Asana launches AI work suite for human and agent teams

AI For Business


Asana is introducing a new suite of products for organizations that manage work with human staff and AI agents, calling it its biggest product shift to date.

The suite includes Agentic Work Management, which aims to help teams manage work in a shared environment where AI tools work alongside employees. It also includes Asana Dash, which the company describes as an AI chief of staff for individual users, and a new set of AI teammates for functions such as marketing, operations, sales, and project management.

The announcement comes as businesses across Australia and the Asia-Pacific region continue to test how AI can be applied beyond small-scale pilot projects. According to Asana, only 14% of Australian organizations scale AI across multiple workflows, and 46% of Australian employees use AI on a weekly basis.

They claim that many companies struggle to move from experimentation to everyday use because it is difficult for staff to identify the right AI tools, use them within team processes, provide sufficient operational context, and keep tabs on data access and costs.

new products

At the heart of the announcement is Agentic Work Management, designed to provide teams with common planning, shared context, and governance when humans and AI agents collaborate. Asana positions the system as a way to reduce repetitive administrative tasks and help users identify the next task that requires their attention.

Asana Dash is intended for individual users. This tool is designed to track your goals, priorities, and work across teams and software tools. Capture follow-up actions from meetings, Slack conversations, and emails and turn them into structured work items within the Asana platform.

For teams, Asana has extended AI Teammates with a chat interface, in-product recommendations, a skills library for repeatable tasks, and integrations with software like Gmail, Outlook, Slack, HubSpot, Figma, and Canva. We are also introducing industry-specific AI agents for manufacturing, retail, and other sectors with specialized workflows.

The role of StackAI

This launch also reflects Asana’s acquisition of StackAI. This technology allows customers to orchestrate multi-step workflows that extend beyond Asana to systems such as customer relationship management software, enterprise resource planning systems, support platforms, contract databases, and custom infrastructure.

This expanded scope is aimed at linking planning and execution across different business systems while maintaining records of decisions and handoffs, one of the central challenges in implementing AI in the workplace.

Asana is also preparing a series of more targeted applications built on the same approach. This includes Asana Service Management for internal service teams like IT, HR, and facilities. Lead planning and product development with Asana. Asana Client Management for professional services teams that handle client delivery.

In IT service management, software connects ticket processing and project execution. In product development, this application is intended to help administrators model backlog work against release schedules. In professional services, client management products are designed to integrate client communication, project delivery, and internal resource planning into one system.

executive view

Asana CEO Dan Rogers called the launch part of the company’s long history in work management software.

“For 18 years, Asana has been solving one of the toughest problems in business: helping large teams coordinate across goals, decisions, and handoffs. The foundation we built—enterprise work graphs, shared memory, multiplayer coordination, and governance—is exactly what we need in the agent era. goes from helping individuals work faster to supercharging the entire organization,” said Rogers.

Joe Gaines, Asana’s APAC General Manager, tied this release to the region’s AI adoption patterns.

“Across Asia Pacific, organizations are rapidly moving from experimenting with AI to deploying it across the enterprise, but many still struggle to operationalize AI at scale,” said Gaines.

“Our research shows that organizations that successfully scale AI are 2.6 times more likely to redesign their workflows around AI, rather than simply layering AI on top of existing processes. The next stage of AI is to build systems where humans and AI agents can work together seamlessly to drive measurable business outcomes, and that’s exactly what our new product suite aims to deliver,” said Gaines.

Customer case

Asana cited early use cases of large organizations already using some of its AI services. FedEx implemented AI Studio and AI Teammates across marketing and sales and reported a 9x speed-to-market improvement and hundreds of thousands of dollars in operational cost savings annually.

In one marketing workflow, FedEx combined more than 24 reception forms into one process by using AI tools to create a go-to-market plan and creative brief. According to Asana, this change reduced planning cycles from weeks to days, freeing up more than 1,200 hours per year. For sales enablement, intake review time was reduced from 90 minutes to 30 minutes, and leadership teams used AI-generated summaries and status updates to gain visibility into global efforts.

Asana also mentioned the collaboration with COS, a fashion brand within the H&M group. Using AI Studio and AI Teammates across its marketing, ecommerce, and regional teams, COS reduced campaign setup time by 90%, doubled asset production to more than 1,000 assets per campaign, and saved nearly 3,000 hours of manual labor annually.

“Asana didn’t just improve processes; it redefined the way we work.”

Agentic Work Management, including AI Teammates and AI Studio, is available now. Asana Dash and new role-specific applications will be introduced gradually over the coming months.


§ **WORK TO BE COMPLETED**:
Repeat each record exactly. Any picture gets left out.

§ **LISTED RECORDS**:
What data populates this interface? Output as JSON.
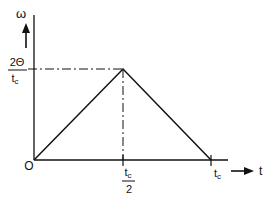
{
  "diagram": {
    "type": "triangular velocity profile",
    "colors": {
      "line": "#111111",
      "background": "#ffffff"
    },
    "y_axis": {
      "label": "ω"
    },
    "x_axis": {
      "label": "t"
    },
    "origin_label": "O",
    "peak_value_label": {
      "numerator": "2Θ",
      "denominator": "t",
      "denominator_sub": "c"
    },
    "mid_tick_label": {
      "numerator": "t",
      "numerator_sub": "c",
      "denominator": "2"
    },
    "end_tick_label": {
      "base": "t",
      "sub": "c"
    },
    "points": [
      {
        "t": "0",
        "omega": "0"
      },
      {
        "t": "t_c/2",
        "omega": "2Θ/t_c"
      },
      {
        "t": "t_c",
        "omega": "0"
      }
    ]
  }
}
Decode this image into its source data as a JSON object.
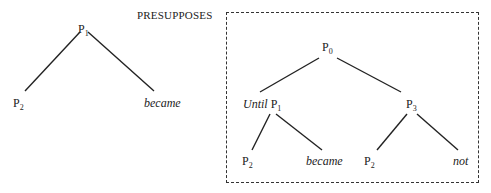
{
  "figure": {
    "label": "PRESUPPOSES",
    "left_tree": {
      "root": {
        "base": "P",
        "sub": "1"
      },
      "left_child": {
        "base": "P",
        "sub": "2"
      },
      "right_child": "became"
    },
    "right_tree": {
      "root": {
        "base": "P",
        "sub": "0"
      },
      "left": {
        "word": "Until",
        "base": "P",
        "sub": "1",
        "children": [
          {
            "base": "P",
            "sub": "2"
          },
          "became"
        ]
      },
      "right": {
        "base": "P",
        "sub": "3",
        "children": [
          {
            "base": "P",
            "sub": "2"
          },
          "not"
        ]
      }
    }
  }
}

§ **ANSWER AREA**:
What data populates this interface? Output as JSON.
{
  "diagram": {
    "type": "triangular velocity profile",
    "colors": {
      "line": "#111111",
      "background": "#ffffff"
    },
    "y_axis": {
      "label": "ω"
    },
    "x_axis": {
      "label": "t"
    },
    "origin_label": "O",
    "peak_value_label": {
      "numerator": "2Θ",
      "denominator": "t",
      "denominator_sub": "c"
    },
    "mid_tick_label": {
      "numerator": "t",
      "numerator_sub": "c",
      "denominator": "2"
    },
    "end_tick_label": {
      "base": "t",
      "sub": "c"
    },
    "points": [
      {
        "t": "0",
        "omega": "0"
      },
      {
        "t": "t_c/2",
        "omega": "2Θ/t_c"
      },
      {
        "t": "t_c",
        "omega": "0"
      }
    ]
  }
}
Decode this image into its source data as a JSON object.
{
  "figure": {
    "label": "PRESUPPOSES",
    "left_tree": {
      "root": {
        "base": "P",
        "sub": "1"
      },
      "left_child": {
        "base": "P",
        "sub": "2"
      },
      "right_child": "became"
    },
    "right_tree": {
      "root": {
        "base": "P",
        "sub": "0"
      },
      "left": {
        "word": "Until",
        "base": "P",
        "sub": "1",
        "children": [
          {
            "base": "P",
            "sub": "2"
          },
          "became"
        ]
      },
      "right": {
        "base": "P",
        "sub": "3",
        "children": [
          {
            "base": "P",
            "sub": "2"
          },
          "not"
        ]
      }
    }
  }
}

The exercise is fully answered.